Sarah's Chess Journal

         my journal, blog, web log, blog.....about

         The History and The Culture of Chess



The Imagery of Chess -Surrealism and Chess
June 2007


Imagery of Chess


from the Imagery of Chess brochure

It says George Koltanowski....will play blindfolded 5 simultaneous games against:
Alfred Barr, Jr.
Max Ernst
Fredrick Kiesler
Julien Levy
Dorothea Tanning
Dr. Gregory Zilboorg
                                 -That's 6 people!

Here's the ones who actually played:
Alfred Barr, Jr.
Max Ernst
Frederick Kiesler
Julien Levy
Dorothea Tanning
Xanti Schawinsky
Vittorio Rieti
 

Chess Review (January 1945) claimed:
 On the evening of January 6th, blindfold master George Koltanowski
gave an exhibition of his skill at the Levy Gallery. His teller, who called
out the moves, was Marcel Duchamp - the artist who created a
sensation many years ago by his "Nude Descending a Staircase."
Duchamp stopped painting when he took up chess and is now one of
the leading spirits in the "art applied to chess" movement. Most of
Koltanowski's seven opponents were the artists whose works hung on
the walls or stood on pedestals in the exhibition room.
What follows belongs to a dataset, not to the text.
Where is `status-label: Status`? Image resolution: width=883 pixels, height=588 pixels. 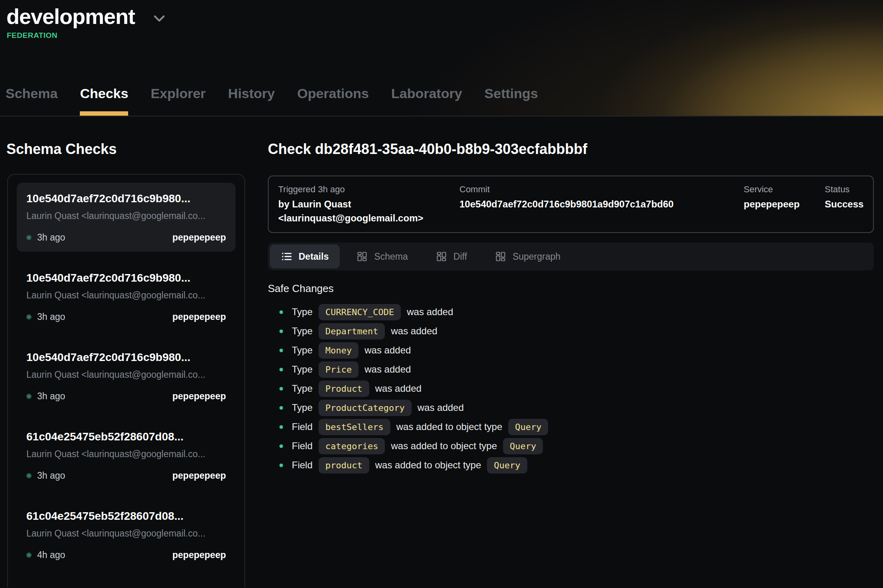
status-label: Status is located at coordinates (844, 189).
The players were
seated at boards on which four reproductions of the Max Ernst chess-
men and other modern styles were arranged.
   The blindfold champion surveyed the scene with interest, examined the
peculiar pieces with which his opponents were to play, then declared
with feeling: "This must be the first exhibition in which the blindfold
player has the advantage."

The caption in the photo above (from Between Lives: An artist and Her World by Dorothea Tanning) mistakenly gives "1944" as the year of the blindfold exhibition.
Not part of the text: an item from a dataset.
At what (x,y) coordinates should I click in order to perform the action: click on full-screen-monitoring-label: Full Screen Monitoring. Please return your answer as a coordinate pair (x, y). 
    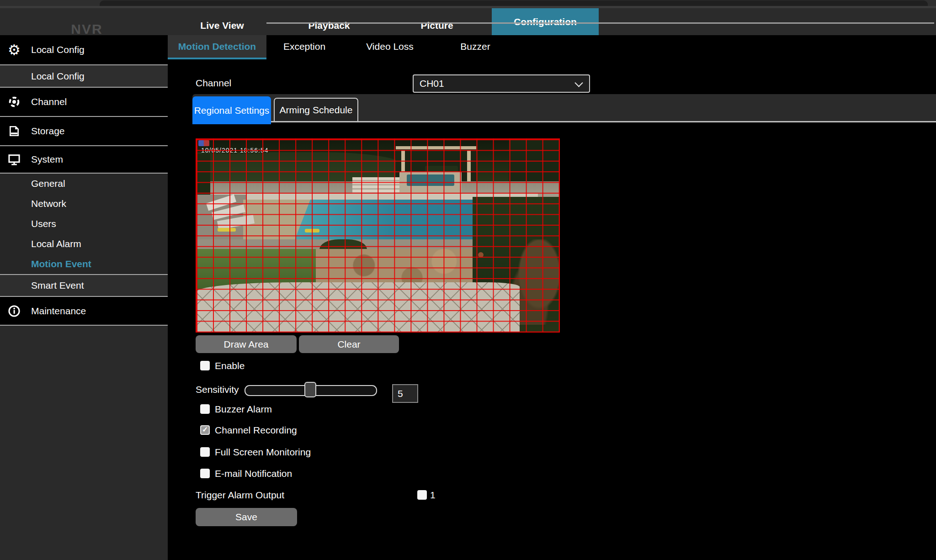
    Looking at the image, I should click on (263, 452).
Dorothea Tanning named the seven chess players.
"There, one evening (January 6, 1945) in the Julien Levy Gallery a small invited public watched seven chessboards manned by seven intrepid players: Julien himself; Fredrick Kiesler, avant-garde architect and dreamer; Alfred Barr, the director of the Museum of Modern Art, Xanti Schawinsky, chess whiz; Vittorio Rieti, composer dear to Balanchine; Max Ernst; and me, Dorothea, all braced to take on blindfolded chess master George Koltanowski, Marcel Duchamp called out the moves. (For the record: everyone lost except Kiesler, who managed a draw.)"
                                                                               -Between Lives: An artist and Her World by Dorothea Tanning.  pp. 90-92

George Koltanowski was also a refugee from the the war in Europe who was in South America when the Nazis invaded Belgium, his home. He and Duchamp had formed the Greenwich Village Chess Club in 1942.


Frederick Kiesler, George Koltanowski (facing away), Alfred Barr, Jr. (playing on an Ernst strategic board with an Ernst set)


Duchamp, moving for Koltanowski (facing away); Alfred Barr, Jr. using an Ernst set; Xanti Schawinsky using a Bauhaus set.